Recently Amazon invested $5B in Anthropic tied to a commitment for Anthropic to spend $100B in AWS infrastructure over a decade. So for $5B, Amazon now has $100B of business in the books. These circular investments is just the printing of imaginary money.
How’s it work, exactly? I know rich people often don’t spend their own money. Rather, they keep it invested in assets (like businesses, homes, deals, …). When you create a deal for future payment, can it be used to increase the current value of a company (like how prospective rent income can increase the cost of an apartment complex)? So, in essence, the deal is an asset worth money simply because the people said they will honor it? …but you also called it “printing of imaginary money.” Would it be imaginary because that value doesn’t come out of anything… it just sort of wasn’t there and now is there, after a contract was signed?

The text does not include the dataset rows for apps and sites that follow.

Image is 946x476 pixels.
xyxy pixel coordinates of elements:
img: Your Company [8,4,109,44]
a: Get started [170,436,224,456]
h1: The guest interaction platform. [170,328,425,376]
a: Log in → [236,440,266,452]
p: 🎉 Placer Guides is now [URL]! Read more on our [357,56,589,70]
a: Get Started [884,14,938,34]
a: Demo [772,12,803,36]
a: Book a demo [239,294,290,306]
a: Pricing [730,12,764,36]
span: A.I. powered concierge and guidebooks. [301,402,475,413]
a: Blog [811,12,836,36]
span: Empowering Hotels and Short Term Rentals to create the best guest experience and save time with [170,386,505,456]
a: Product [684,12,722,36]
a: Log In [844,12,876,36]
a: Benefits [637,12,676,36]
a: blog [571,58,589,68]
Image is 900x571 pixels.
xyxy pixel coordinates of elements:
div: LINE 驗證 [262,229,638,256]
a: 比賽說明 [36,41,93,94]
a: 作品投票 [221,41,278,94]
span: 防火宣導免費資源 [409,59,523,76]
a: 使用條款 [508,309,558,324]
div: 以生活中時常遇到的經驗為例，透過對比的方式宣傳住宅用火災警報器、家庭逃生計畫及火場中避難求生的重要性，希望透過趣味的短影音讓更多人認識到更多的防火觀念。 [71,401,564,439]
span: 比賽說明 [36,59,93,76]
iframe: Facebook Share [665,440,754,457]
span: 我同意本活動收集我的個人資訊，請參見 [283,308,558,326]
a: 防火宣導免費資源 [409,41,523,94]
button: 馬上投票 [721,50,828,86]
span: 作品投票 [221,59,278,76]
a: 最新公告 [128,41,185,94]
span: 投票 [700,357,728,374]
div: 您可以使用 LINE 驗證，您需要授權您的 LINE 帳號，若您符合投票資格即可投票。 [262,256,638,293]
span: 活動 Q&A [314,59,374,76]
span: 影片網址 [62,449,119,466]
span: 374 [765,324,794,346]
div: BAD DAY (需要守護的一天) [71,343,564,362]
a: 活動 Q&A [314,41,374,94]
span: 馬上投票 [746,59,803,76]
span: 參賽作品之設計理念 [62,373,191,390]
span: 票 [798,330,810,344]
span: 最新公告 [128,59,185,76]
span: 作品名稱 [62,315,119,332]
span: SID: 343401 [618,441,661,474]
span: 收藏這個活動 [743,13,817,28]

Recently Amazon invested $5B in Anthropic tied to a commitment for Anthropic to spend $100B in AWS infrastructure over a decade. So for $5B, Amazon now has $100B of business in the books. These circular investments is just the printing of imaginary money.

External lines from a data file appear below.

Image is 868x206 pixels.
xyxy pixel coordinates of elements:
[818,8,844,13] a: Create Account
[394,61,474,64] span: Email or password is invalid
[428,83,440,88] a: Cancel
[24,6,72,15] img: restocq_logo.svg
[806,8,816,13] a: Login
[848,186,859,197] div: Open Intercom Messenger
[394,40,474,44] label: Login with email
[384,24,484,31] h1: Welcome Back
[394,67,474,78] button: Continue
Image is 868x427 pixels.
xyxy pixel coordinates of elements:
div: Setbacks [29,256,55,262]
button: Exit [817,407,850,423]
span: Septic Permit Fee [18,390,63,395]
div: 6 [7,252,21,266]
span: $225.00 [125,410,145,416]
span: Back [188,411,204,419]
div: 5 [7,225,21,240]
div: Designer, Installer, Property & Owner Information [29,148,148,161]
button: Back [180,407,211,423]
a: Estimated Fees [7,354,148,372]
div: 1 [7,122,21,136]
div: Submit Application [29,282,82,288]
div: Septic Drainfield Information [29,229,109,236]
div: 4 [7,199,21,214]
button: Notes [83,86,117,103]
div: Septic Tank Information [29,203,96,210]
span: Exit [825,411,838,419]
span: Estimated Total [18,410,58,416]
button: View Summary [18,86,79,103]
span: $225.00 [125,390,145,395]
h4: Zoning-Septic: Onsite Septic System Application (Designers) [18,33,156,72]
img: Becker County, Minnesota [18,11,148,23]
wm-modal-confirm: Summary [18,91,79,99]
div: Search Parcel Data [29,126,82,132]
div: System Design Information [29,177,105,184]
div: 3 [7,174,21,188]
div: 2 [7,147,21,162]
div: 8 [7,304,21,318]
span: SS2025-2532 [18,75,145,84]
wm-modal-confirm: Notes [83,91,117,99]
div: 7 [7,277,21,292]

How’s it work, exactly? I know rich people often don’t spend their own money. Rather, they keep it invested in assets (like businesses, homes, deals, …). When you create a deal for future payment, can it be used to increase the current value of a company (like how prospective rent income can increase the cost of an apartment complex)? So, in essence, the deal is an asset worth money simply because the people said they will honor it? …but you also called it “printing of imaginary money.” Would it be imaginary because that value doesn’t come out of anything… it just sort of wasn’t there and now is there, after a contract was signed?